Socialism is as socialism is carried out in practice, no matter what pretty face you want to paint it with.

Spare me the nonsense that the Democrats' creeping socialism is any more positive, productive, or benevolent than Bush's rendition of it. If anything it is only more outrageous and epic.

The only "ethic" here is : screw all future generations, we want ours now...even if it isn't ours.

Call it "disaster socialism", if you will.

Ughhhh, disgusting.

Comments

paulie said…
Bush socialism is clearly giving way to Obama socialism. (And to any of you who want to play political games about this accurately-descriptive word or trot out your lefty talking points that this is just righty talking points - pony up your defense in substance or piss off.)


Actually, I agree with the rest of your post, but not this particular point.

Socialism is worker ownership of the means of production, for which the regime can be a supposed proxy.

The system we seem to be evolving into (and in many ways already have) is not one where the workers control the means of production. It's not even one where the regime controls the means of production directly on behalf of the workers.

In truth, the regime would prefer its partnered corporations to control the means of production since A) bureaucrats do not have to take the blame when things go wrong and B) it is marginally more productive than direct regime ownership of the means of production, thus can be sustained longer.

The system where the means of production are nominally private, but heavily regulated, subsidized and taxed by the regime, with the field heavily tilted to regime-partnered corporations, is the economic form of fascism. Fascism usually goes hand in hand with nationalism and an aggressive foreign policy; since the US is a multiethnic nation, it is not so racial in character here, but rather "patriotic" and imperialist.

Semi-deification of a national figurehead leader is often a hallmark of fascism; both Bush and Obama have been quasi-deified by some people.

http://en.wikipedia.org/wiki/Fascism

I think we are evolving into a form of fascism - but with the difference that there are nominally "two" parties rather than one (although their differences are mainly cosmetic or staged, to create the delusion that ordinary people actually have a choice in how the country is run) - and additional parties are allowed to exist, at least so long as they do not become large enough to become a real threat to the system.

It is possible that an economic, or other crisis (terror, infectious disease, natural disasters, etc) will cause sufficient popular support for an "emergency" suspension of potemkin democracy - but equally likely that the charade will go on, so long as it does not threaten the power of the oligarchy/bureaucracy/kleptocracy.



See esp.

http://en.wikipedia.org/wiki/Economics_of_fascism
Tyler Nixon said…
Points very well taken, paulie. I think we have a unique (and horrific) mixture underway.

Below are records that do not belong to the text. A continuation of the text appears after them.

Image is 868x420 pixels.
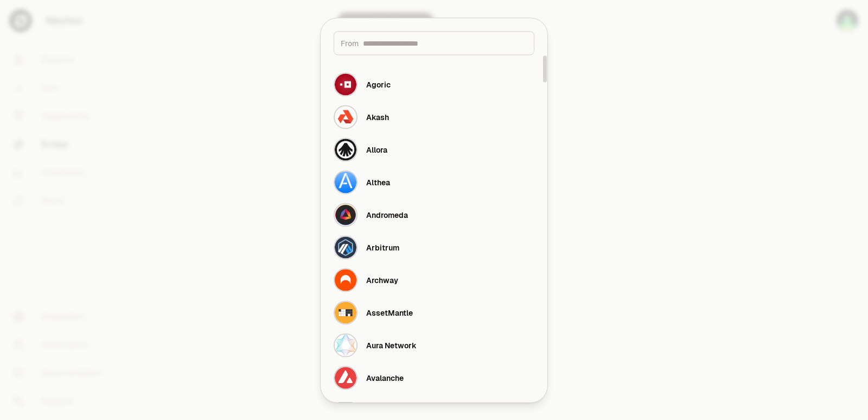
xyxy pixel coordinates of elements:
[333,105,358,129] img: Akash Logo
[327,166,541,199] button: Althea LogoAlthea
[333,170,358,194] img: Althea Logo
[366,274,399,285] div: Archway
[333,202,358,227] img: Andromeda Logo
[327,199,541,230] button: Andromeda LogoAndromeda
[366,210,408,220] div: Andromeda
[366,372,403,383] div: Avalanche
[333,73,358,96] img: Agoric Logo
[366,79,391,90] div: Agoric
[341,37,359,48] span: From
[327,361,541,394] button: Avalanche LogoAvalanche
[327,68,541,101] button: Agoric LogoAgoric
[327,230,541,263] button: Arbitrum LogoArbitrum
[327,101,541,133] button: Akash LogoAkash
[366,241,400,252] div: Arbitrum
[366,112,389,122] div: Akash
[333,137,358,161] img: Allora Logo
[366,177,391,188] div: Althea
[327,296,541,328] button: AssetMantle LogoAssetMantle
[333,333,358,357] img: Aura Network Logo
[327,263,541,296] button: Archway LogoArchway
[366,307,413,317] div: AssetMantle
[366,144,388,155] div: Allora
[333,235,358,259] img: Arbitrum Logo
[327,328,541,361] button: Aura Network LogoAura Network
[333,366,358,389] img: Avalanche Logo
[327,133,541,166] button: Allora LogoAllora
[333,268,358,292] img: Archway Logo
[366,339,417,350] div: Aura Network
[333,300,358,324] img: AssetMantle Logo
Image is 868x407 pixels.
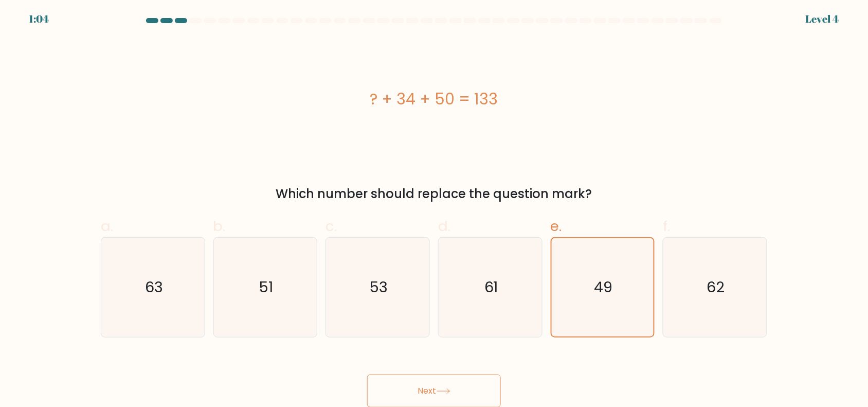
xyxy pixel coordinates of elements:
[369,277,388,297] text: 53
[259,277,273,297] text: 51
[663,216,670,236] span: f.
[100,88,767,111] div: ? + 34 + 50 = 133
[213,216,226,236] span: b.
[551,216,562,236] span: e.
[595,277,613,297] text: 49
[484,277,499,297] text: 61
[707,277,725,297] text: 62
[145,277,163,297] text: 63
[806,11,839,27] div: Level 4
[100,216,113,236] span: a.
[107,185,761,204] div: Which number should replace the question mark?
[29,11,49,27] div: 1:04
[326,216,337,236] span: c.
[438,216,450,236] span: d.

Let's not forget that the German fascists called themselves "National Socialists".

Perhaps I should have dubbed what we are experiencing as "national socialism".

You point out some other disturbing parallels.

The fact that we are a modern, technological, media-driven society doesn't change a damn thing about the essentials of a fascist state. They only it make it more insidious and frightening.
tom said…
Since they're throwing money around like that, they might as well give the porn industry $5 billion after all.